I spent the morning at the Paley Center for Media, where I watched two panel discussions on "Bias, Punditry and the Press in the 2008 Election." I went in hoping to gain some insight into a topic that's been much in the news lately but left with the conclusion that the only biases we're capable of spotting are the ones we're looking for, and that we detect them even where they don't exist.
Two examples stood out. Decrying the press corps' treatment of Hillary Clinton, Kathleen Hall Jamieson, director of the Annenberg Public Policy Center, noted that a certain journalist had, in an interview with Clinton, asked a series of gender-skewed questions, including whether her nickname in high school was really "Miss Frigidaire."
What Jamieson neglected to say was that the journalist in question was Katie Couric -- not only a woman, but a woman who herself has complained publicly about misogynistic treatment of Clinton.
Then there was Pamela Newkirk, a journalism professor at NYU, who, by way of illustrating the supposed racism of the press, claimed, "On Fox News, Bill O'Reilly has called for a 'lynching party' for Michelle Obama, and he still has a show."
As I pointed out to Newkirk afterwards, O'Reilly actually said, in response to an angry caller, that he didn't think a lynching party was in order absent proof that Obama is anti-American -- a tasteless and menacing thing to say, to be sure, but one that could be put down to an unfortunate choice of metaphor, unlike Newkirk's version of his remark.

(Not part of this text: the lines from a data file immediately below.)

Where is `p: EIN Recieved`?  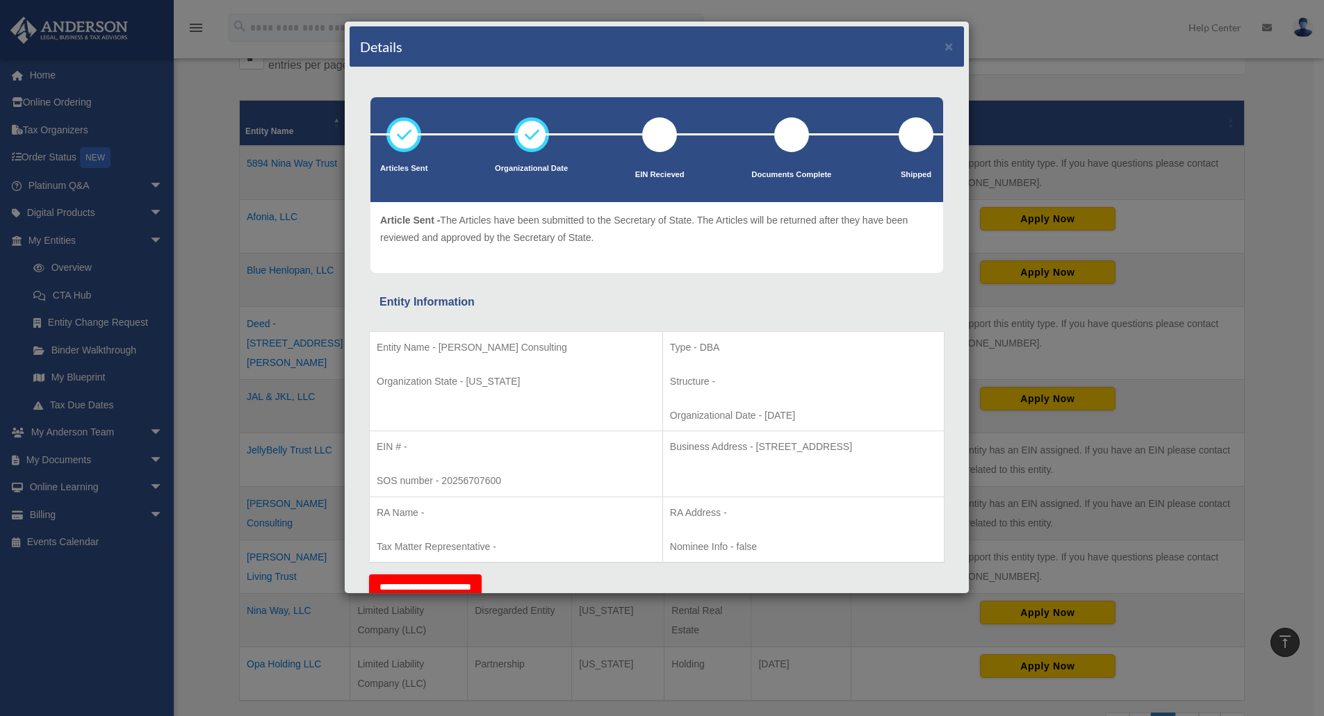
p: EIN Recieved is located at coordinates (659, 175).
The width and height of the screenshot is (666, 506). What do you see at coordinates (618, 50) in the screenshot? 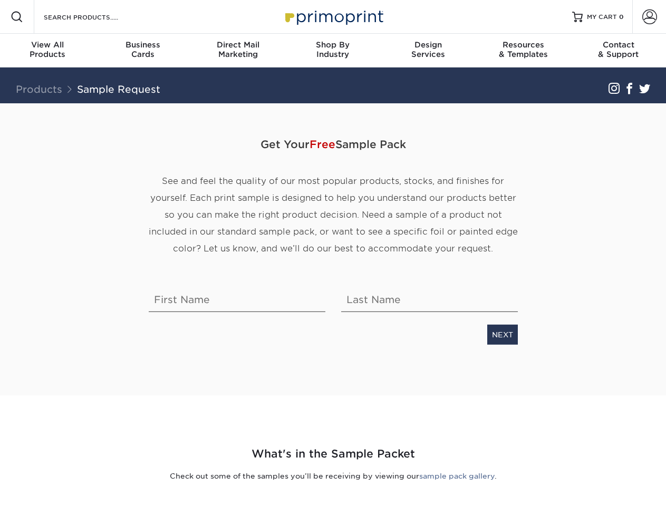
I see `div: & Support` at bounding box center [618, 50].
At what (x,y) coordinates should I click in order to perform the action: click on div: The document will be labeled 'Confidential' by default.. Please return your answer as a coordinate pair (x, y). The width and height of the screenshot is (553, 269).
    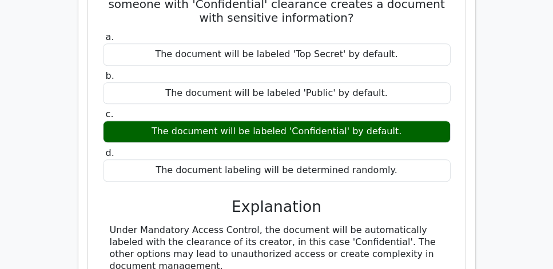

When I asked her whether she'd mischaracterized O'Reilly's words, Newkirk said she didn't think she had. "I certainly don't know what O'Reilly intended, only what he said, and it was a lot to say. There is no place for such offensive language, even in jest. Lynching is one of the ugliest sins of our nation's past and should never be glibly invoked."
Jamieson, meanwhile, said she had only failed to note that Couric was the asker of the "Miss Frigidaire" question because she didn't want to single out individual journalists. She said she blamed the gender-biased nature of Couric's 60 Minutes interview with Clinton on the show's producers, who edited the segment, rather than on Couric herself. "Is Katie Couric a hypocrite? No," she said. "I give anyone credit for examining the assumptions underlying reporting."